* [WHAT YOU ARE ASKED TO DO]
Please retype the data below line for line and leave out every picture.

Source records
....................
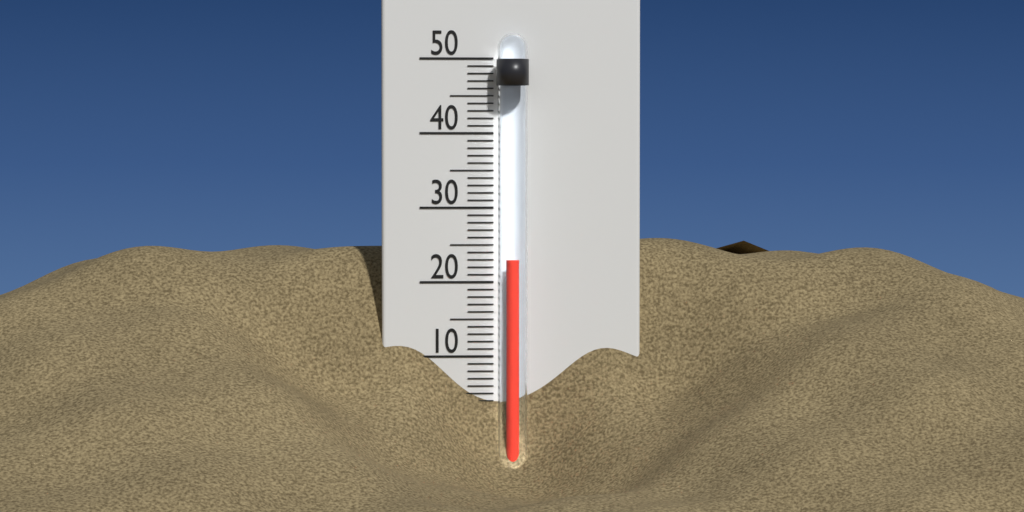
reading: 23 °C
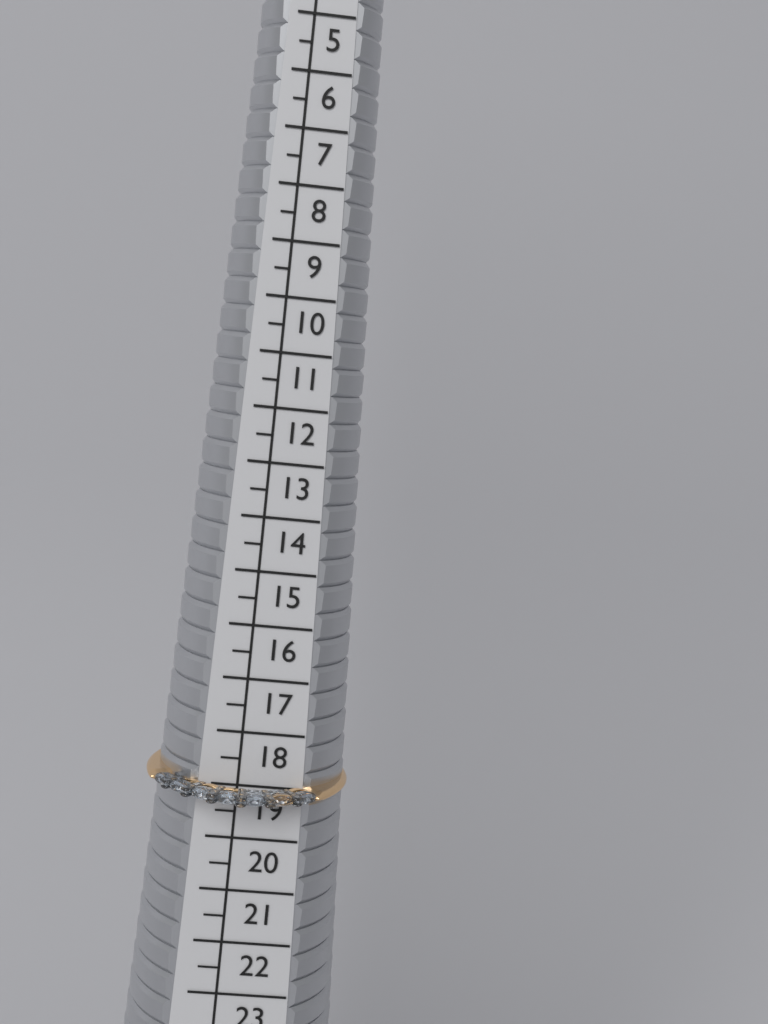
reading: 19.5 (no unit)
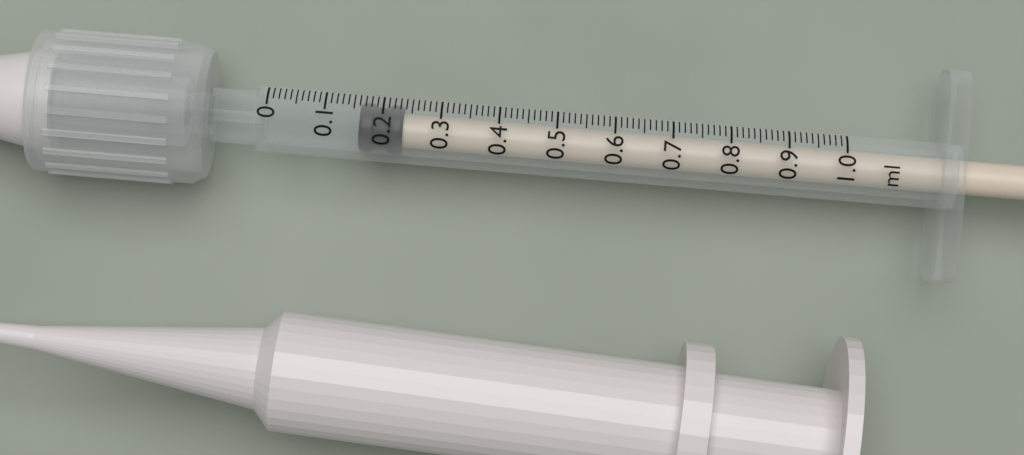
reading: 0.16 ml
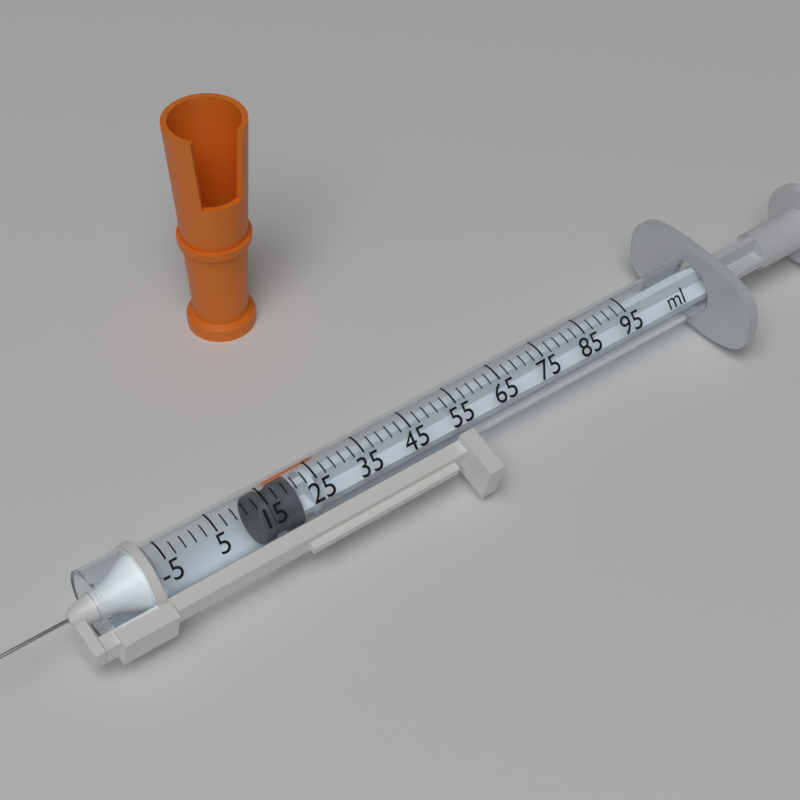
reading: 13 ml
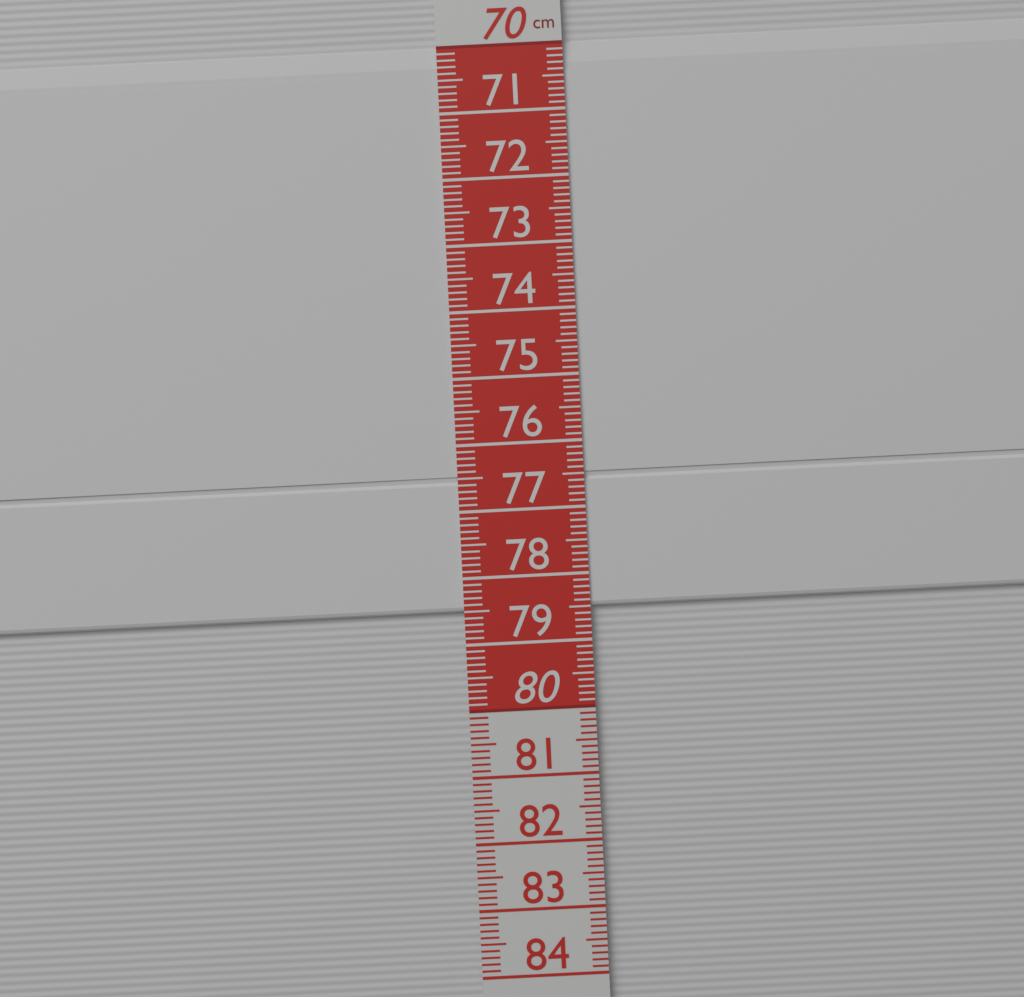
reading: 78.5 cm
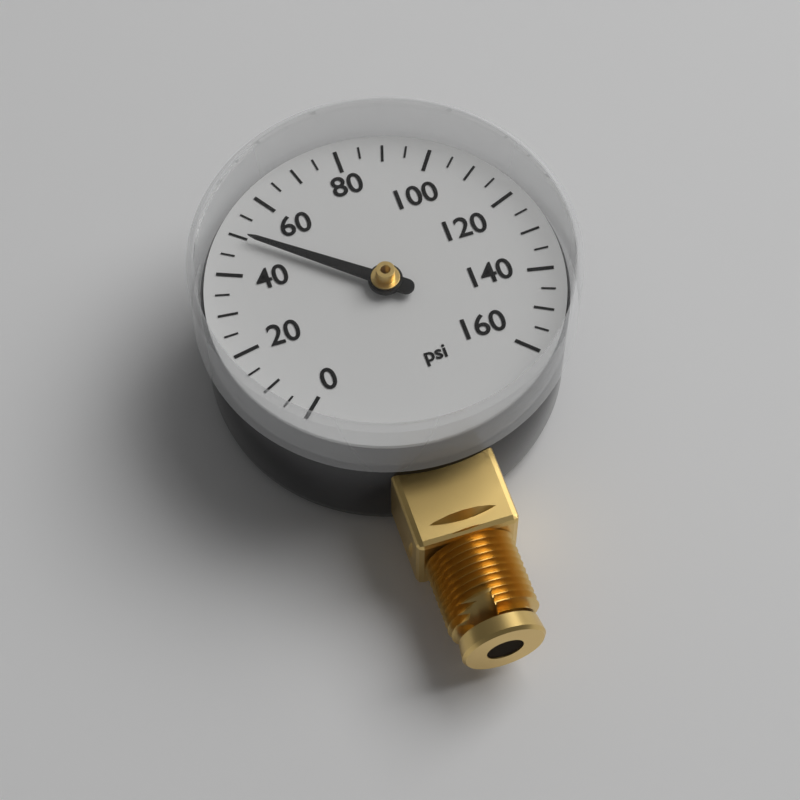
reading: 50 psi
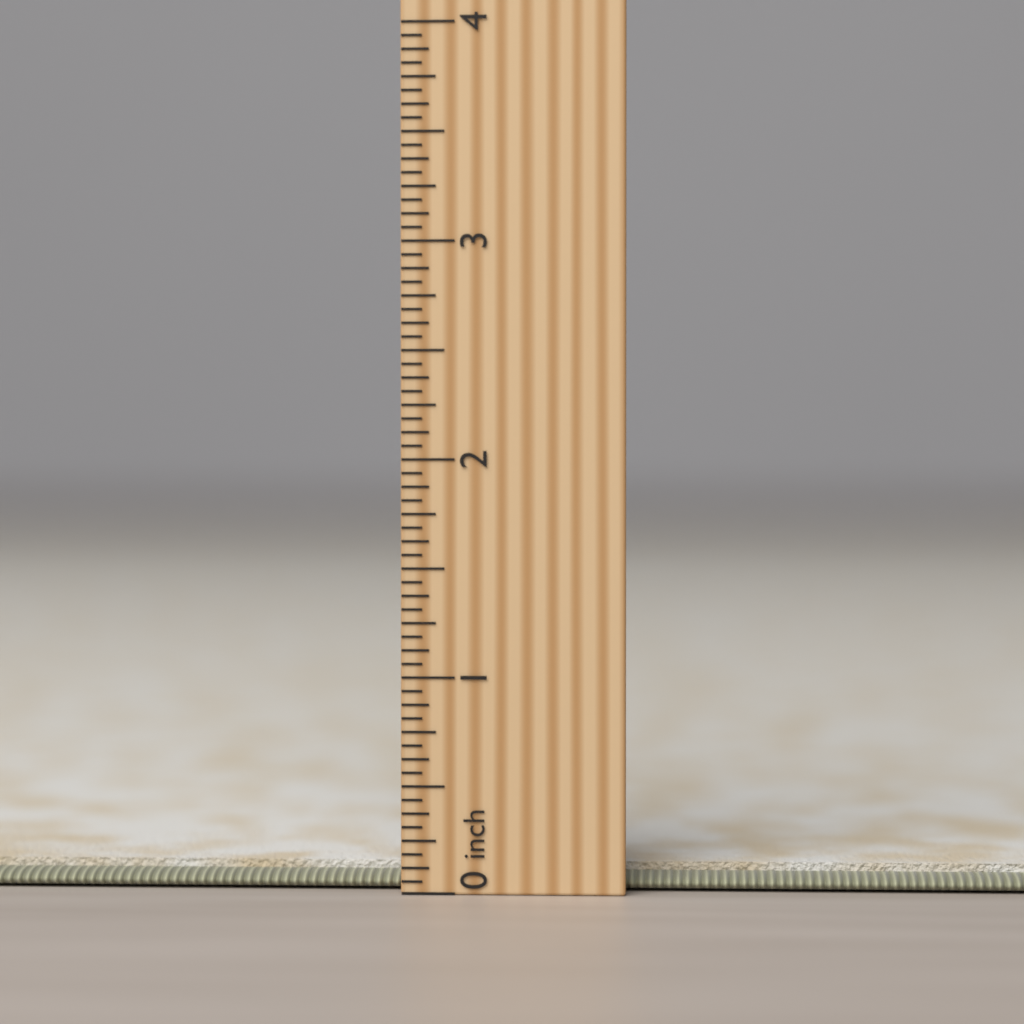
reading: 0.1250 in
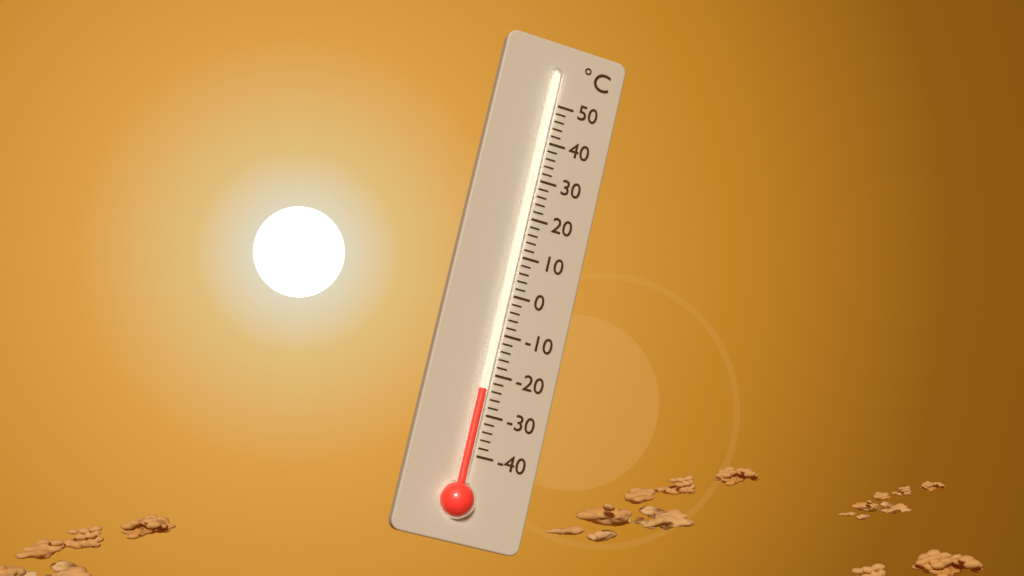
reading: -24 °C
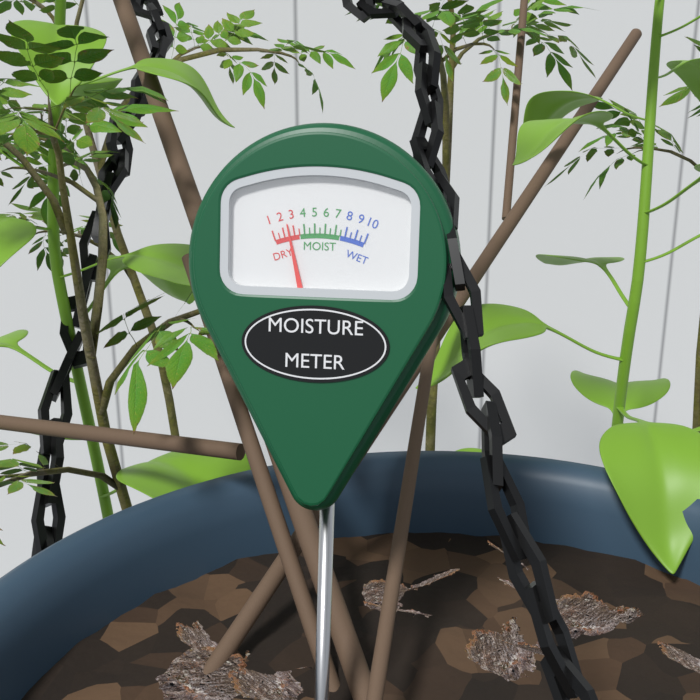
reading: 2.5 (no unit)
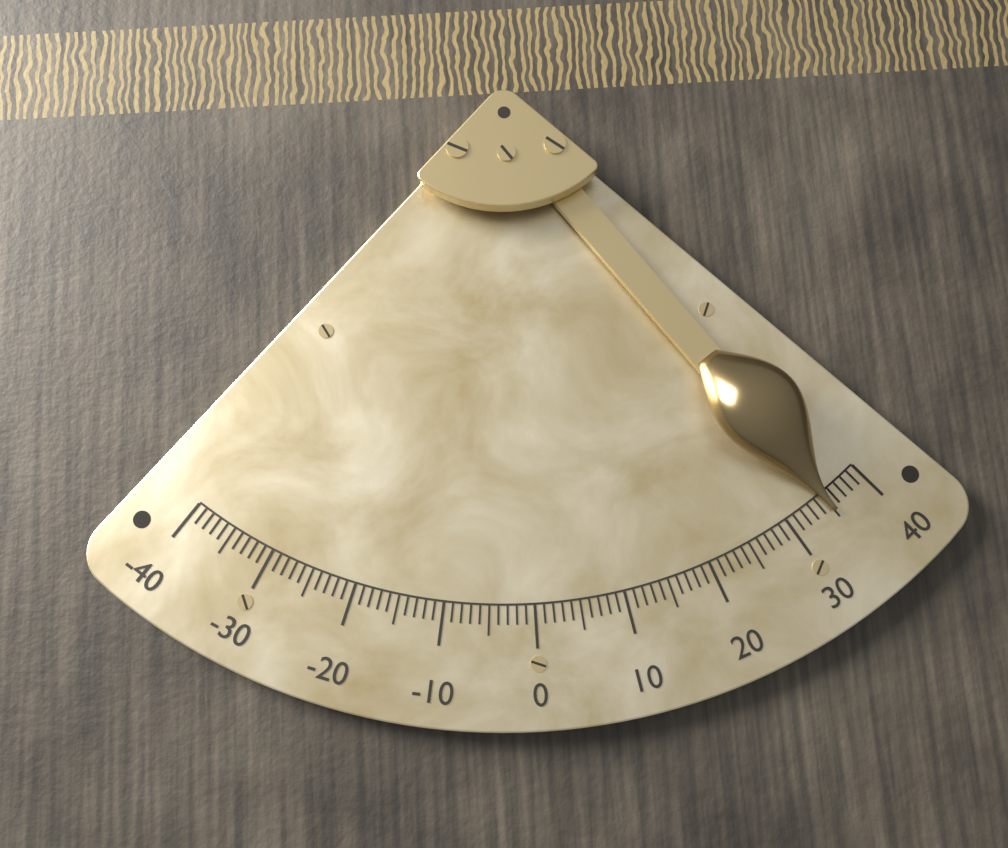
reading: 35 (no unit)
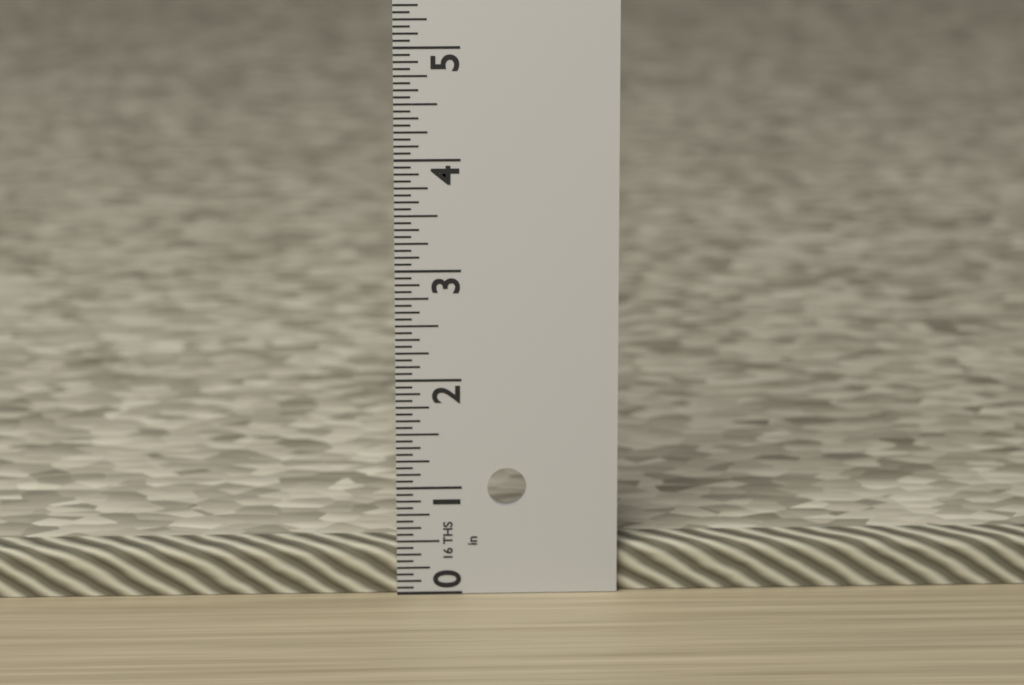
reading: 0.4375 in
....................
* [RESPONSE TO THIS EXERCISE]
reading: 23 °C
reading: 19.5 (no unit)
reading: 0.16 ml
reading: 13 ml
reading: 78.5 cm
reading: 50 psi
reading: 0.1250 in
reading: -24 °C
reading: 2.5 (no unit)
reading: 35 (no unit)
reading: 0.4375 in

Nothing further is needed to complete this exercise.